First Week Fast-Living on Earth

Randy S. Woodley
Director of Intercultural and Indigenous Studies

Jesus, the 1st century Palestinian Jew, is often too quickly seen through our own cultural lenses as a 21st century American who “blesses” our values and worldview. As we examine the culture when Jesus walked the earth, we need to learn to take off our Western cultural lenses and adopt a more Indigenous lens. By doing so, a whole new set of values are available to us like: cooperation instead of competition; corporate good as opposed to individual improvement; sharing and generosity out of need instead of greed and the American dream. To be Indigenous is to be from and of the land. To be Indigenous is to be in symbiotic relationship with the land. Jesus, a brown skinned tribal man, was Indigenous. One of the primary values of Jesus we most often miss is how to live on the earth. When we speak of Indigenous spirituality and culture it always begins with an understanding of the land.
More and more followers of Christ are realizing God expects Jesus to inhabit all of our lives and our entire world. Young people are not satisfied with just waiting until “we all get to Heaven” to live like Jesus. People are interested in community and those values that once set Jesus and early Christianity apart from the world. Indigenous people who still maintain Indigenous values can show us the clearest examples of how to live like Jesus in our current context. Indigenous people see through a different lens–one that the dominant Western culture really needs in order to express Jesus to the world and to equip a new generation.

In Luke 15 Jesus shares three parables about how to view the shalom community he was re-introducing; the lost sheep, the lost coin; and the lost sons. Each parable had social and cultural implications concerning living on the land at that time. Each parable had a missional imperative, especially for the poor and disenfranchised. Each parable ended with a party in which everyone, regardless of their “lost” disposition, along with the found, shared in the joy of love and blessed community.

Living WITH the land, and our covenant on the land and with Creator, others and all creation, is the lived experience and accumulated knowledge, wisdom and understanding of Indigenous people that separates us from others. If we ignore Indigenous people’s understandings of stories such as in Luke 15, we miss some of the most important parts of the story. Followers of Christ need this understanding. This simple ability to replicate this ethic of community is what can envision others to live for Christ. In such a model of community we can tangibly witness and bring much needed hope to others. The world is different now, but wisdom from God is always available to us, especially in places we would not expect to find it.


Exercise aim: Write the records below out again. Match them exactly.

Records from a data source
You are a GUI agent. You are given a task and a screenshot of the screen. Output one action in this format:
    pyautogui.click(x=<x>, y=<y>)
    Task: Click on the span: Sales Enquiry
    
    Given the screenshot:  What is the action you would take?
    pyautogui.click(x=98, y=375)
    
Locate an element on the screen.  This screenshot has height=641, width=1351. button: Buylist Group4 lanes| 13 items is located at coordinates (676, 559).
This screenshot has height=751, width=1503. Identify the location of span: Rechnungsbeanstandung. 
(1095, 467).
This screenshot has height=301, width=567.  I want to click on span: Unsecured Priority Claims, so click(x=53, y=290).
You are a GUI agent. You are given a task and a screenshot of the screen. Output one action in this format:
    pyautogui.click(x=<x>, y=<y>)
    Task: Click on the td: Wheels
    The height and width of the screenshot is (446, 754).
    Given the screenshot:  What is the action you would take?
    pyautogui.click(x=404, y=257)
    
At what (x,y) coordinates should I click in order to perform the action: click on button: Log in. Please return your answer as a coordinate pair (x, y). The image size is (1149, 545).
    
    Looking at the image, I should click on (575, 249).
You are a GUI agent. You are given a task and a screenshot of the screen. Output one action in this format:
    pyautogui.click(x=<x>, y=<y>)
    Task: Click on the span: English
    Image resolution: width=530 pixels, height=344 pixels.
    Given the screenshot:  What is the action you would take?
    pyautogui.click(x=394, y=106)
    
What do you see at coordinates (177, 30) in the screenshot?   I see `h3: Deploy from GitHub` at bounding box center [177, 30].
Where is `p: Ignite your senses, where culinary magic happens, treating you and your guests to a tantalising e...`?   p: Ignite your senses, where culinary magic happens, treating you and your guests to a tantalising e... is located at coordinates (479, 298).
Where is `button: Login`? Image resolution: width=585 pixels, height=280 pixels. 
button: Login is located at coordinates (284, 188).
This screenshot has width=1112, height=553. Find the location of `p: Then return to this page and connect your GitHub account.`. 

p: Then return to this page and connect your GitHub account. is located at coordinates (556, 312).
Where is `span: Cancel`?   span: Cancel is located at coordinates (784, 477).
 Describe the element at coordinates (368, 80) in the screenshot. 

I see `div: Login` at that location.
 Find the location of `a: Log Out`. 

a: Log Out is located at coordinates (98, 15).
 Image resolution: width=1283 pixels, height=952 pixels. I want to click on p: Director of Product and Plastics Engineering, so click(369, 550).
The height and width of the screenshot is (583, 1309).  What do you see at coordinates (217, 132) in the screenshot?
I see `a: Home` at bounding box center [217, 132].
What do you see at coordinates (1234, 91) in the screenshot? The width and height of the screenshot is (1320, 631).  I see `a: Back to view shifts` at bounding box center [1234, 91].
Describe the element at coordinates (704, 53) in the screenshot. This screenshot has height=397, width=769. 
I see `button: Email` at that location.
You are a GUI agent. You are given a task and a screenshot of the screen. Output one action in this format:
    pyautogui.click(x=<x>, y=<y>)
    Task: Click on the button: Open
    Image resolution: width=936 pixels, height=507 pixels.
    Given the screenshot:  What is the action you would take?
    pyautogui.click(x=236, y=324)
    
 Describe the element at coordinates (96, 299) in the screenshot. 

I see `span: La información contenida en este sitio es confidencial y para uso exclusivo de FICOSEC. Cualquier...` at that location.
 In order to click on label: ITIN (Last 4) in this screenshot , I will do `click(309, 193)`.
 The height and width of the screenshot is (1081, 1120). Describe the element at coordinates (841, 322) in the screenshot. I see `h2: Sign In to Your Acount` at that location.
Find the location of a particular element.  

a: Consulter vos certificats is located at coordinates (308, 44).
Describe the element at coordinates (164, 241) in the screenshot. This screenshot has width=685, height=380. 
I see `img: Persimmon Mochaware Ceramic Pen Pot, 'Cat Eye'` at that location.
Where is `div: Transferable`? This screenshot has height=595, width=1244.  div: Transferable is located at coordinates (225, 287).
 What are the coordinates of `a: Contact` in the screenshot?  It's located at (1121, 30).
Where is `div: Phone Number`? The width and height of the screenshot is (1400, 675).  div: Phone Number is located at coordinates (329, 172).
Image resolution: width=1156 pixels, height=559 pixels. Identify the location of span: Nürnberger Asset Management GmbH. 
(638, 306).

Answer to this task:
You are a GUI agent. You are given a task and a screenshot of the screen. Output one action in this format:
    pyautogui.click(x=<x>, y=<y>)
    Task: Click on the span: Sales Enquiry
    
    Given the screenshot:  What is the action you would take?
    pyautogui.click(x=98, y=375)
    
Locate an element on the screen.  This screenshot has height=641, width=1351. button: Buylist Group4 lanes| 13 items is located at coordinates (676, 559).
This screenshot has height=751, width=1503. Identify the location of span: Rechnungsbeanstandung. 
(1095, 467).
This screenshot has height=301, width=567.  I want to click on span: Unsecured Priority Claims, so click(x=53, y=290).
You are a GUI agent. You are given a task and a screenshot of the screen. Output one action in this format:
    pyautogui.click(x=<x>, y=<y>)
    Task: Click on the td: Wheels
    The height and width of the screenshot is (446, 754).
    Given the screenshot:  What is the action you would take?
    pyautogui.click(x=404, y=257)
    
At what (x,y) coordinates should I click in order to perform the action: click on button: Log in. Please return your answer as a coordinate pair (x, y). The image size is (1149, 545).
    
    Looking at the image, I should click on (575, 249).
You are a GUI agent. You are given a task and a screenshot of the screen. Output one action in this format:
    pyautogui.click(x=<x>, y=<y>)
    Task: Click on the span: English
    Image resolution: width=530 pixels, height=344 pixels.
    Given the screenshot:  What is the action you would take?
    pyautogui.click(x=394, y=106)
    
What do you see at coordinates (177, 30) in the screenshot?   I see `h3: Deploy from GitHub` at bounding box center [177, 30].
Where is `p: Ignite your senses, where culinary magic happens, treating you and your guests to a tantalising e...`?   p: Ignite your senses, where culinary magic happens, treating you and your guests to a tantalising e... is located at coordinates (479, 298).
Where is `button: Login`? Image resolution: width=585 pixels, height=280 pixels. 
button: Login is located at coordinates (284, 188).
This screenshot has width=1112, height=553. Find the location of `p: Then return to this page and connect your GitHub account.`. 

p: Then return to this page and connect your GitHub account. is located at coordinates (556, 312).
Where is `span: Cancel`?   span: Cancel is located at coordinates (784, 477).
 Describe the element at coordinates (368, 80) in the screenshot. 

I see `div: Login` at that location.
 Find the location of `a: Log Out`. 

a: Log Out is located at coordinates (98, 15).
 Image resolution: width=1283 pixels, height=952 pixels. I want to click on p: Director of Product and Plastics Engineering, so click(369, 550).
The height and width of the screenshot is (583, 1309).  What do you see at coordinates (217, 132) in the screenshot?
I see `a: Home` at bounding box center [217, 132].
What do you see at coordinates (1234, 91) in the screenshot? The width and height of the screenshot is (1320, 631).  I see `a: Back to view shifts` at bounding box center [1234, 91].
Describe the element at coordinates (704, 53) in the screenshot. This screenshot has height=397, width=769. 
I see `button: Email` at that location.
You are a GUI agent. You are given a task and a screenshot of the screen. Output one action in this format:
    pyautogui.click(x=<x>, y=<y>)
    Task: Click on the button: Open
    Image resolution: width=936 pixels, height=507 pixels.
    Given the screenshot:  What is the action you would take?
    pyautogui.click(x=236, y=324)
    
 Describe the element at coordinates (96, 299) in the screenshot. 

I see `span: La información contenida en este sitio es confidencial y para uso exclusivo de FICOSEC. Cualquier...` at that location.
 In order to click on label: ITIN (Last 4) in this screenshot , I will do `click(309, 193)`.
 The height and width of the screenshot is (1081, 1120). Describe the element at coordinates (841, 322) in the screenshot. I see `h2: Sign In to Your Acount` at that location.
Find the location of a particular element.  

a: Consulter vos certificats is located at coordinates (308, 44).
Describe the element at coordinates (164, 241) in the screenshot. This screenshot has width=685, height=380. 
I see `img: Persimmon Mochaware Ceramic Pen Pot, 'Cat Eye'` at that location.
Where is `div: Transferable`? This screenshot has height=595, width=1244.  div: Transferable is located at coordinates (225, 287).
 What are the coordinates of `a: Contact` in the screenshot?  It's located at (1121, 30).
Where is `div: Phone Number`? The width and height of the screenshot is (1400, 675).  div: Phone Number is located at coordinates (329, 172).
Image resolution: width=1156 pixels, height=559 pixels. Identify the location of span: Nürnberger Asset Management GmbH. 
(638, 306).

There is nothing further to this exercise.